“Unsane,” as far as I know, isn’t a real word. But after audiences see Steven Soderbergh’s psychological thriller of that name, it should probably become one, similar to another film-derived term, “gaslighting”:
Unsane (adjective): The state of mind experienced by women when men gaslight them into thinking they’re actually insane.
Filmed in secret using iPhone cameras sometime in 2017, Unsane is a deliciously pulpy psychological thriller, depicting the waking nightmare of a young woman (Claire Foy) who’s convinced her stalker has followed her into the mental institution where she has been involuntarily committed.
It’s also an obvious metaphor for women being forced to just “deal with” their abusers at work or at school or in any other environment—but still a chilling one. The protagonist’s experience in the movie will likely feel familiar to millions of women around the world.
The “we don’t know if it’s real or if it’s all in her head” subset of the Hollywood psychological thriller is one of the most reliably gripping films one can make, told countless times in different ways over the last century (including in the 1944 film Gaslight, starring Ingrid Bergman). But coming just months after sexual misconduct allegations against film mogul Harvey Weinstein helped launch the #MeToo movement, Soderbergh’s take on the classic thriller trope adopts a new, deeply effective meaning.
Those who have seen Claire Foy’s quintessentially British, restrained and yet magnetic performance as Queen Elizabeth II in Netflix’s The Crown may be surprised to see the actress pull off an American accent. She plays Sawyer Valentini, a precocious bank analyst battling mental illness triggered by a stalking a few years prior. Shortly after moving to a new city for a fresh start, Sawyer starts imagining her stalker’s face in other men, including her creepy boss and a guy she meets on a dating app.
Tired of feeling paranoid and without anyone to talk to, Sawyer signs up for a support group for stalking victims at a nearby health center. During what she thinks is a routine appointment with a psychologist, Sawyer admits that she has thought about harming herself, but stresses that she isn’t currently suicidal. She signs some paperwork without fully reading it (as we all do on occasion) and within minutes she’s whisked into another room, forced to strip down, and given an unknown medication, now a prisoner of a psychiatric hospital.
Sawyer insists she isn’t crazy, but the fact that no one believes her predictably—and frustratingly—makes her act irrationally, which only leads the doctors and hospital administrators to think she’s even more unwell. It doesn’t help that the excruciating stress and anxiety of the situation causes Sawyer to see her stalker’s face on several male nurses and technicians.
Because Unsane was developed prior to the start of Hollywood’s ongoing sexual harassment crisis, it’s only more perceptive and perhaps even more universal. It’s not a reaction to #MeToo so much as it has become an extension of it, proof that the movement is reshaping and re-contextualizing an industry in desperate need of both those things.
Sawyer is quite literally trapped in a building with a man she believes to be her stalker. No one seems to care or believe her, so eventually she learns to put her head down and endure this intrusion even as it causes her unthinkable internal suffering. This is true torture.
Speaking out or calling attention to herself invites further nightmarish responses: contempt, ridicule, and, soon enough, complete isolation. The first two times Sawyer alleges that her stalker is in the hospital with her, she’s tranquilized into silence. The third time, she’s banished to a windowless padded room.
Soderbergh’s decision to shoot on an iPhone was a clever one. The 2018 equivalent of home video (a technology he explored in 1989’s Sex, Lies, and Videotape), smartphone footage gives off a vivid but ominously unrefined quality, and in Unsane it feels like we’re seeing something that isn’t quite ready to be seen. Unsane is not styled as a “found-footage” film like The Blair Witch Project or Cloverfield, but it’s not hard to imagine coming across the movie in an unmarked, hidden folder on someone’s computer.
As is the case in most movies in this genre, there’s a twist about halfway through Unsane that some viewers will predict. Instead of diminishing the film’s unabashed sensationalism, it magnifies it, roping viewers deeper into the dark absurdity of Sawyer’s hospital stay.
The pulpiness of the storytelling doesn’t prevent Soderbergh from driving the point home: Ignoring and disbelieving women doesn’t just hold awful consequences for victims. It also can (and sometimes should) bring down entire institutions. It’s enough to make us all feel a little unsane.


__TASK DIRECTIONS__.
Retype only what runs from the first line of the listing to the line holding "Image is 420x518 pixels.", both included. Do not retype the pictures.

********************

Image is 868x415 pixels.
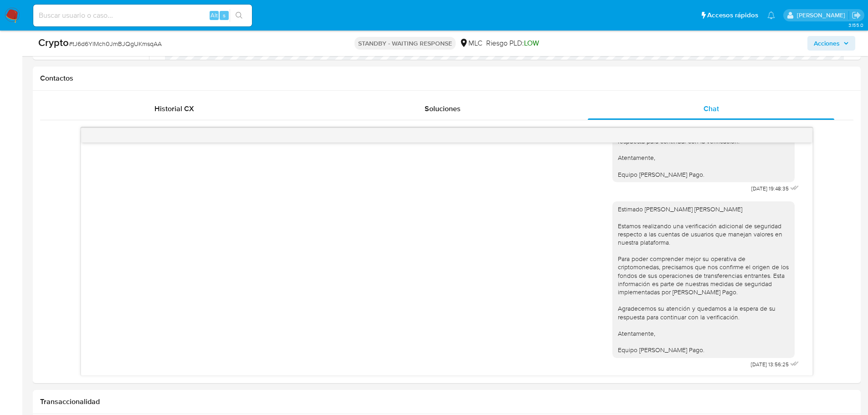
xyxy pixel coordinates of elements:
[223,11,225,20] span: s
[618,30,789,179] div: Estimado [PERSON_NAME] [PERSON_NAME] Estamos realizando una verificación adicional de seguridad r...
[704,104,719,114] span: Chat
[459,39,483,48] div: MLC
[68,39,162,48] span: # tJ6d6YlMch0JmBJQgUKmsqAA
[852,10,861,20] a: Salir
[354,37,455,50] p: STANDBY - WAITING RESPONSE
[486,39,538,48] span: Riesgo PLD:
[751,185,788,193] span: [DATE] 19:48:35
[524,38,538,48] span: LOW
[618,205,789,353] div: Estimado [PERSON_NAME] [PERSON_NAME] Estamos realizando una verificación adicional de seguridad r...
[807,36,855,50] button: Acciones
[425,104,461,114] span: Soluciones
[40,397,853,406] h1: Transaccionalidad
[707,10,758,20] span: Accesos rápidos
[33,9,252,21] input: Buscar usuario o caso...
[767,11,775,19] a: Notificaciones
[154,104,194,114] span: Historial CX
[797,11,848,20] p: nicolas.tyrkiel@mercadolibre.com
[813,36,840,50] span: Acciones
[39,35,68,50] b: Crypto
[211,11,217,20] span: Alt
[751,360,788,368] span: [DATE] 13:56:25
[229,9,248,22] button: search-icon
[848,21,863,29] span: 3.155.0
[40,74,853,83] h1: Contactos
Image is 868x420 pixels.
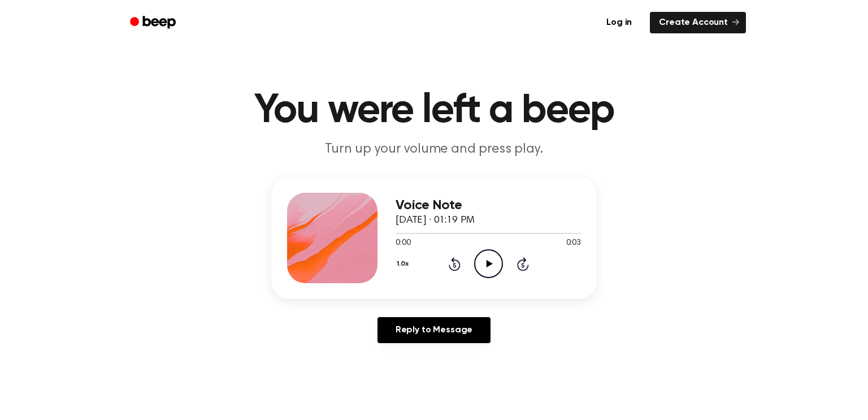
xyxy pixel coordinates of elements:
h3: Voice Note [395,198,581,213]
a: Create Account [650,12,746,34]
button: 1.0x [395,254,413,273]
h1: You were left a beep [145,90,723,131]
a: Log in [595,10,643,36]
a: Beep [122,12,186,34]
span: [DATE] · 01:19 PM [395,215,475,226]
a: Reply to Message [378,317,490,343]
p: Turn up your volume and press play. [217,140,651,159]
span: 0:00 [395,238,411,250]
span: 0:03 [566,238,581,250]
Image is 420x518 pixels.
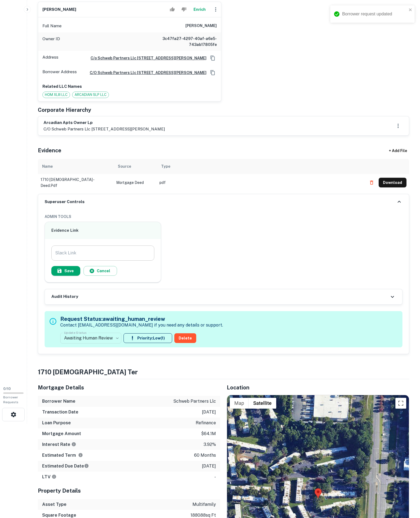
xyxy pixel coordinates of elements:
[42,452,83,459] h6: Estimated Term
[42,83,216,90] p: Related LLC Names
[85,70,206,76] a: c/o schweb partners llc [STREET_ADDRESS][PERSON_NAME]
[45,213,402,219] h6: ADMIN TOOLS
[42,409,78,415] h6: Transaction Date
[42,420,71,426] h6: Loan Purpose
[84,463,89,468] svg: Estimate is based on a standard schedule for this type of loan.
[52,293,78,300] h6: Audit History
[42,474,56,480] h6: LTV
[38,106,91,114] h5: Corporate Hierarchy
[52,474,56,479] svg: LTVs displayed on the website are for informational purposes only and may be reported incorrectly...
[378,178,406,187] button: Download
[38,159,113,174] th: Name
[42,398,75,405] h6: Borrower Name
[60,322,223,328] p: Contact [EMAIL_ADDRESS][DOMAIN_NAME] if you need any details or support.
[202,463,216,470] p: [DATE]
[395,397,406,408] button: Toggle fullscreen view
[194,452,216,459] p: 60 months
[174,333,196,343] button: Delete
[124,333,172,343] button: Priority:Low(1)
[42,36,60,47] p: Owner ID
[52,227,154,233] h6: Evidence Link
[204,441,216,448] p: 3.92%
[42,501,67,508] h6: Asset Type
[408,7,412,13] button: close
[152,36,216,47] h6: 3c47fa27-4297-40af-a6e5-743ab17805fe
[38,159,409,194] div: scrollable content
[42,92,70,98] span: HOM XLIII LLC
[72,442,76,447] svg: The interest rates displayed on the website are for informational purposes only and may be report...
[42,54,58,62] p: Address
[113,174,156,191] td: Mortgage Deed
[191,4,208,15] button: Enrich
[156,174,364,191] td: pdf
[44,119,165,126] h6: arcadian apts owner lp
[60,315,223,323] h5: Request Status: awaiting_human_review
[78,453,83,457] svg: Term is based on a standard schedule for this type of loan.
[202,409,216,415] p: [DATE]
[156,159,364,174] th: Type
[86,55,206,61] a: C/o Schweb Partners Llc [STREET_ADDRESS][PERSON_NAME]
[42,163,53,170] div: Name
[38,384,220,391] h5: Mortgage Details
[38,367,409,377] h4: 1710 [DEMOGRAPHIC_DATA] ter
[3,395,18,404] span: Borrower Requests
[44,126,165,132] p: c/o schweb partners llc [STREET_ADDRESS][PERSON_NAME]
[60,330,121,345] div: Awaiting Human Review
[342,11,407,18] div: Borrower request updated
[42,7,76,13] h6: [PERSON_NAME]
[173,398,216,405] p: schweb partners llc
[208,54,216,62] button: Copy Address
[72,92,108,98] span: ARCADIAN SLP LLC
[45,199,84,205] h6: Superuser Controls
[230,397,248,408] button: Show street map
[42,68,77,77] p: Borrower Address
[113,159,156,174] th: Source
[214,474,216,480] p: -
[42,463,89,470] h6: Estimated Due Date
[196,420,216,426] p: refinance
[3,387,11,391] span: 0 / 10
[248,397,276,408] button: Show satellite imagery
[64,330,87,335] label: Update Status
[42,441,76,448] h6: Interest Rate
[185,22,216,29] h6: [PERSON_NAME]
[179,4,188,15] button: Reject
[42,430,81,437] h6: Mortgage Amount
[208,68,216,77] button: Copy Address
[167,4,177,15] button: Accept
[38,486,220,494] h5: Property Details
[42,22,62,29] p: Full Name
[84,266,117,276] button: Cancel
[379,146,416,156] div: + Add File
[201,430,216,437] p: $64.1m
[367,178,376,187] button: Delete file
[38,147,61,154] h5: Evidence
[192,501,216,508] p: multifamily
[52,266,80,276] button: Save
[161,163,170,170] div: Type
[118,163,131,170] div: Source
[393,474,420,500] iframe: Chat Widget
[38,174,113,191] td: 1710 [DEMOGRAPHIC_DATA] - deed.pdf
[227,384,409,391] h5: Location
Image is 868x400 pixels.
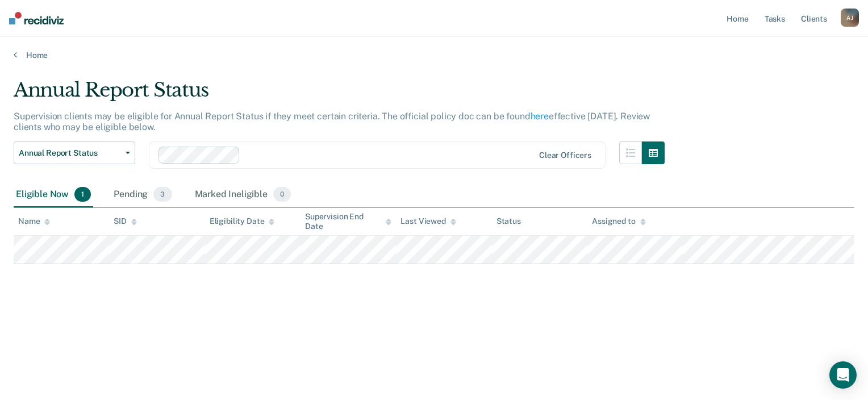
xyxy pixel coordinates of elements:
[531,111,549,122] a: here
[154,187,171,202] span: 3
[273,187,291,202] span: 0
[401,217,456,226] div: Last Viewed
[14,141,135,164] button: Annual Report Status
[305,212,391,231] div: Supervision End Date
[19,148,121,158] span: Annual Report Status
[14,111,649,133] p: Supervision clients may be eligible for Annual Report Status if they meet certain criteria. The o...
[209,217,275,226] div: Eligibility Date
[112,183,174,208] div: Pending3
[829,361,856,389] div: Open Intercom Messenger
[496,217,521,226] div: Status
[9,12,64,24] img: Recidiviz
[114,217,137,226] div: SID
[14,50,854,60] a: Home
[14,183,93,208] div: Eligible Now1
[539,150,591,160] div: Clear officers
[840,9,859,27] button: AJ
[592,217,645,226] div: Assigned to
[74,187,91,202] span: 1
[840,9,859,27] div: A J
[192,183,293,208] div: Marked Ineligible0
[14,78,664,111] div: Annual Report Status
[18,217,50,226] div: Name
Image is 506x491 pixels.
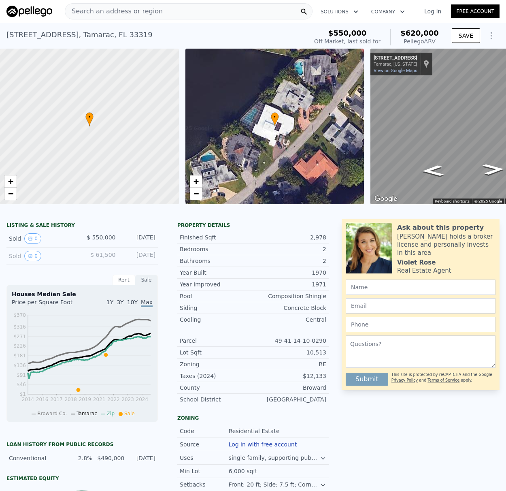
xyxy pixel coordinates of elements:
span: $550,000 [328,29,367,37]
a: Open this area in Google Maps (opens a new window) [373,194,399,204]
input: Phone [346,317,496,332]
div: Zoning [180,360,253,368]
a: Zoom in [4,175,17,188]
tspan: 2018 [64,397,77,402]
div: Bathrooms [180,257,253,265]
div: 49-41-14-10-0290 [253,337,326,345]
div: $490,000 [97,454,124,462]
div: Real Estate Agent [397,266,452,275]
div: Houses Median Sale [12,290,153,298]
div: Composition Shingle [253,292,326,300]
a: Zoom out [190,188,202,200]
a: Free Account [451,4,500,18]
div: Code [180,427,229,435]
div: Min Lot [180,467,229,475]
span: Sale [124,411,135,416]
div: Source [180,440,229,448]
span: • [85,113,94,121]
button: Show Options [484,28,500,44]
div: LISTING & SALE HISTORY [6,222,158,230]
span: + [8,176,13,186]
div: Rent [113,275,135,285]
div: [DATE] [129,454,156,462]
tspan: $46 [17,382,26,387]
div: Sold [9,233,76,244]
img: Pellego [6,6,52,17]
div: Cooling [180,316,253,324]
tspan: 2023 [122,397,134,402]
input: Name [346,279,496,295]
tspan: $91 [17,372,26,378]
a: Zoom in [190,175,202,188]
span: + [193,176,198,186]
tspan: $316 [13,324,26,330]
tspan: $370 [13,312,26,318]
div: Uses [180,454,229,462]
div: [PERSON_NAME] holds a broker license and personally invests in this area [397,232,496,257]
div: Violet Rose [397,258,436,266]
input: Email [346,298,496,313]
a: Zoom out [4,188,17,200]
span: $ 550,000 [87,234,115,241]
div: Bedrooms [180,245,253,253]
div: 1971 [253,280,326,288]
tspan: 2016 [36,397,49,402]
button: SAVE [452,28,480,43]
div: [DATE] [122,233,156,244]
div: single family, supporting public and recreational facilities, accessory uses to dwellings [229,454,320,462]
div: Off Market, last sold for [314,37,381,45]
div: RE [253,360,326,368]
div: County [180,384,253,392]
a: Terms of Service [428,378,460,382]
tspan: $181 [13,353,26,358]
span: • [271,113,279,121]
a: View on Google Maps [374,68,418,73]
div: School District [180,395,253,403]
div: $12,133 [253,372,326,380]
div: Year Built [180,269,253,277]
span: Broward Co. [37,411,67,416]
div: Loan history from public records [6,441,158,448]
a: Show location on map [424,60,429,68]
span: 10Y [127,299,138,305]
tspan: 2014 [22,397,34,402]
span: 3Y [117,299,124,305]
div: Taxes (2024) [180,372,253,380]
button: Log in with free account [229,441,297,448]
div: 10,513 [253,348,326,356]
tspan: $136 [13,362,26,368]
div: Ask about this property [397,223,484,232]
div: 6,000 sqft [229,467,259,475]
div: Central [253,316,326,324]
div: Conventional [9,454,62,462]
span: Zip [107,411,115,416]
div: Price per Square Foot [12,298,82,311]
button: View historical data [24,233,41,244]
div: 2 [253,257,326,265]
button: Keyboard shortcuts [435,198,470,204]
div: Front: 20 ft; Side: 7.5 ft; Corner: 10 ft; Rear: 15 ft [229,480,320,488]
button: View historical data [24,251,41,261]
div: Residential Estate [229,427,281,435]
div: Year Improved [180,280,253,288]
tspan: 2019 [79,397,92,402]
button: Solutions [314,4,365,19]
div: 2.8% [66,454,93,462]
button: Company [365,4,411,19]
div: Parcel [180,337,253,345]
div: Estimated Equity [6,475,158,482]
div: Roof [180,292,253,300]
div: 2 [253,245,326,253]
span: © 2025 Google [475,199,502,203]
span: − [8,188,13,198]
img: Google [373,194,399,204]
span: Tamarac [77,411,97,416]
div: Pellego ARV [401,37,439,45]
div: [STREET_ADDRESS] , Tamarac , FL 33319 [6,29,153,41]
a: Privacy Policy [392,378,418,382]
tspan: 2024 [136,397,149,402]
div: • [271,112,279,126]
path: Go Southwest, Orchard Tree Ln [413,163,453,179]
div: [DATE] [122,251,156,261]
tspan: $226 [13,343,26,349]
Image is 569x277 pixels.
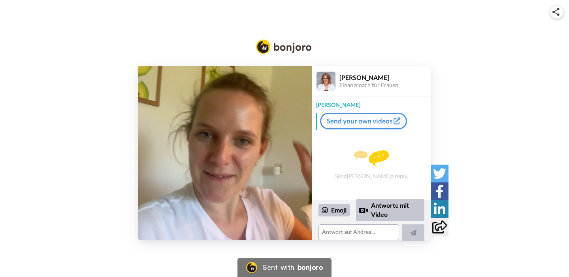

********************

__RESPONSE__.
Image is 868x415 pixels.
xyxy pixel coordinates of elements:
[223,11,225,20] span: s
[618,30,789,179] div: Estimado [PERSON_NAME] [PERSON_NAME] Estamos realizando una verificación adicional de seguridad r...
[704,104,719,114] span: Chat
[459,39,483,48] div: MLC
[68,39,162,48] span: # tJ6d6YlMch0JmBJQgUKmsqAA
[852,10,861,20] a: Salir
[354,37,455,50] p: STANDBY - WAITING RESPONSE
[486,39,538,48] span: Riesgo PLD:
[751,185,788,193] span: [DATE] 19:48:35
[524,38,538,48] span: LOW
[618,205,789,353] div: Estimado [PERSON_NAME] [PERSON_NAME] Estamos realizando una verificación adicional de seguridad r...
[807,36,855,50] button: Acciones
[425,104,461,114] span: Soluciones
[40,397,853,406] h1: Transaccionalidad
[707,10,758,20] span: Accesos rápidos
[33,9,252,21] input: Buscar usuario o caso...
[767,11,775,19] a: Notificaciones
[154,104,194,114] span: Historial CX
[797,11,848,20] p: nicolas.tyrkiel@mercadolibre.com
[813,36,840,50] span: Acciones
[39,35,68,50] b: Crypto
[211,11,217,20] span: Alt
[751,360,788,368] span: [DATE] 13:56:25
[229,9,248,22] button: search-icon
[848,21,863,29] span: 3.155.0
[40,74,853,83] h1: Contactos
Image is 868x420 pixels.
xyxy pixel coordinates of elements:
h3: Voice Note [395,198,581,213]
a: Create Account [650,12,746,34]
button: 1.0x [395,254,413,273]
h1: You were left a beep [145,90,723,131]
a: Log in [595,10,643,36]
a: Beep [122,12,186,34]
span: [DATE] · 01:19 PM [395,215,475,226]
a: Reply to Message [378,317,490,343]
p: Turn up your volume and press play. [217,140,651,159]
span: 0:00 [395,238,411,250]
span: 0:03 [566,238,581,250]
Image is 420x518 pixels.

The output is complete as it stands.